Hospitals are critical infrastructures which are vulnerable to natural disasters, such as earthquakes, man-made disasters and mass causalities events. During the emergency, the hospital might also incur in structural and non-structural damage, have limited communication and resources, so they might not be able to treat the large number of incoming patients. For this reason, the majority of medium and large size hospitals have an emergency plan that expands their services quickly beyond normal operating conditions to meet an increased demand for medical care, but it is impossible for them to test it before an emergency occurs. The objective of this paper is to develop a simplified model that could describe the ability of the Hospital Emergency Department to provide service to all patients after a natural disaster or any other emergency. The waiting time is the main response parameter used to measure hospital resilience to disasters. The analytical model has been built using the following steps. First, a discrete event simulation model of the Emergency Department in a hospital located in Italy is developed taking into account the hospital resources, the emergency rooms, the circulation patterns and the patient codes. The results of the Monte Carlo simulations show that the waiting time for yellow codes, when the emergency plan is applied, are reduced by 96%, while for green codes by 75%. Then, using the results obtained from the simulations, a general metamodel has been developed, which provides the waiting times of patients as function of the seismic input and the number of the available emergency rooms. The proposed metamodel is general and it can be applied to any type of hospital.
Traffic load monitoring and structural health monitoring (SHM) have been gaining increasing attention over the last decade. However, most of the current installations treat the two monitoring types as separated problems, thereby using dedicated installed sensors, such as smart cameras for traffic load or accelerometers for Structural Health Monitoring (SHM). This paper presents a new framework aimed at leveraging the data collected by a SHM system for a second use, namely, monitoring vehicles passing on the structure being monitored (a viaduct). Our framework first processes the raw three-axial acceleration signals through a series of transformations and extracts its energy. Then, an anomaly detection algorithm is used to detect peaks from 90 installed sensors, and a linear regression together with a simple threshold filters out false detection by estimating the speed of the vehicles. Initial results in conditions of moderate traffic load are promising, demonstrating the detection of vehicles and realistic characterization of their speed. Moreover, a k−means clustering analysis distinguishes two groups of peaks with statistically different features such as amplitude and damping duration that could be likely associated with heavy vehicles and cars, respectively.

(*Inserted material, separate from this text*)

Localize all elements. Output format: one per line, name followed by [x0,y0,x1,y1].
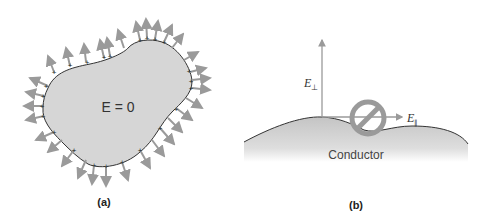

scite is a Brooklyn-based organization that helps researchers better discover and understand research articles through Smart Citations–citations that display the context of the citation and describe whether the article provides supporting or contrasting evidence. scite is used by students and researchers from around the world and is funded in part by the National Science Foundation and the National Institute on Drug Abuse of the National Institutes of Health.